Xbox 720 Release: What To Expect From Xbox's Newest System

Impact

Tomorrow, Microsoft will reveal their highly-anticipated next generation console, the successor to the Xbox 360. Intrigued speculators from around the web have quite safely predicted the upcoming console will be stuffed to its presumably green gills with fat hardware specifications like a relatively large hard drive, a high-end graphics processor, and a combination DVD/Blu-ray drive. On the software side of predictions are alleging Roku-esque ambitions for the next Xbox, such as pay-per-view sporting events and more versatile video streaming. In addition, many are suspecting Microsoft's acquisition of Skype two years ago as an effort to weave the software into the online multi-player communication that Xbox has been doing quite well since the beginning.

With all this consideration of the pomp that will be on display tomorrow, much deeper connotations lie in the circumstance. Microsoft has been doing better and better these days in the market. Earlier in this millennium, the former software end-all be-all was suffering from its lack of innovation, not to mention what Steve Jobs once called its tendency to make "third-rate products" like the Zune MP3 player and the Windows Vista operating system. However, in the past few years, the company has seen an increase in margins come from what used to be their secondary revenue-streams: their music business, the online only games, other aftermarket purchases, and, would you believe it, their tablets and phones. Last of course, there is the Xbox and the Xbox 360 themselves, which have gone from limping into the console war to leading the U.S. market in sales for 28 consecutive months.

So, the $300-600 dollar plastic rectangle on display tomorrow will not be just a gaming device; it is, in effect, the next Windows computer. This is their biggest pony in any race. With that being said, no prediction is safer than this: it will be rife with all the media interactivity and purchasing capabilities that Bill Gates and Co. could possibly stuff into it.

However, as they say, your greatest strength is also your greatest weakness. The new Xbox might bear an unduly large burden of Microsoft's monetary hopes, and could crumble under the weight. Microsoft has been known to push even their most important products out before testing thoroughly, and if the new Xbox has more than its share of gripers from the hard-core gaming world (Xbox's core market) this supposedly well-diversified product may end up in a more volatile place than MSFT had hoped. However, Xbox’s relatively late first look compared to the PS4 and the Wii Mu is an indication that folks behind the curtain are being given enough time to carefully tie all the loose ends. Maybe now they can figure out a currency system that doesn't leave extra, useless "Microsoft Points" over after every in-game purchase.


__INSTRUCTIONS FOR THE TASK__
I'd like every line from the material below that has "living" in it.

__GIVEN ENTRIES__
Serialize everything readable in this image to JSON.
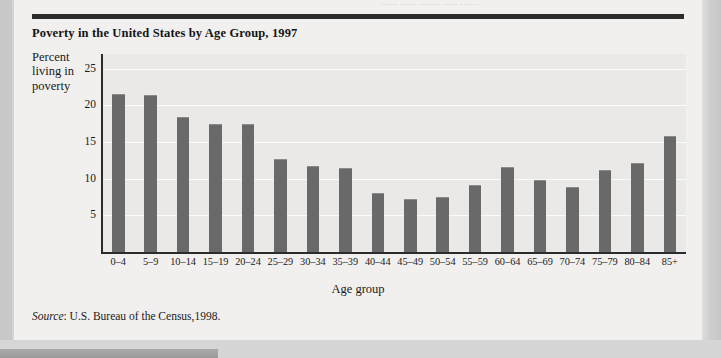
{
  "page": {
    "top_bleed_text": "······  ·····  ·······  ·····  ······",
    "bar_color": "#696969",
    "plot_bg_color": "#ebe9e7",
    "sheet_color": "#f1f0ee",
    "rule_color": "#2b2b2b"
  },
  "figure": {
    "title": "Poverty in the United States by Age Group, 1997",
    "source_prefix": "Source",
    "source_text": ": U.S. Bureau of the Census,1998."
  },
  "chart_data": {
    "type": "bar",
    "title": "Poverty in the United States by Age Group, 1997",
    "subtitle": "",
    "xlabel": "Age group",
    "ylabel": "Percent living in poverty",
    "ylabel_lines": [
      "Percent",
      "living in",
      "poverty"
    ],
    "categories": [
      "0–4",
      "5–9",
      "10–14",
      "15–19",
      "20–24",
      "25–29",
      "30–34",
      "35–39",
      "40–44",
      "45–49",
      "50–54",
      "55–59",
      "60–64",
      "65–69",
      "70–74",
      "75–79",
      "80–84",
      "85+"
    ],
    "values": [
      21.6,
      21.4,
      18.4,
      17.4,
      17.5,
      12.7,
      11.8,
      11.4,
      8.1,
      7.3,
      7.5,
      9.2,
      11.6,
      9.8,
      8.9,
      11.2,
      12.1,
      15.8
    ],
    "ylim": [
      0,
      27
    ],
    "yticks": [
      5,
      10,
      15,
      20,
      25
    ],
    "ytick_labels": [
      "5",
      "10",
      "15",
      "20",
      "25"
    ],
    "grid": true,
    "legend": false,
    "legend_position": "none",
    "series_color": "#696969",
    "source": "Source: U.S. Bureau of the Census,1998."
  }
}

__YOUR RESPONSE__
    "ylabel": "Percent living in poverty",
      "living in",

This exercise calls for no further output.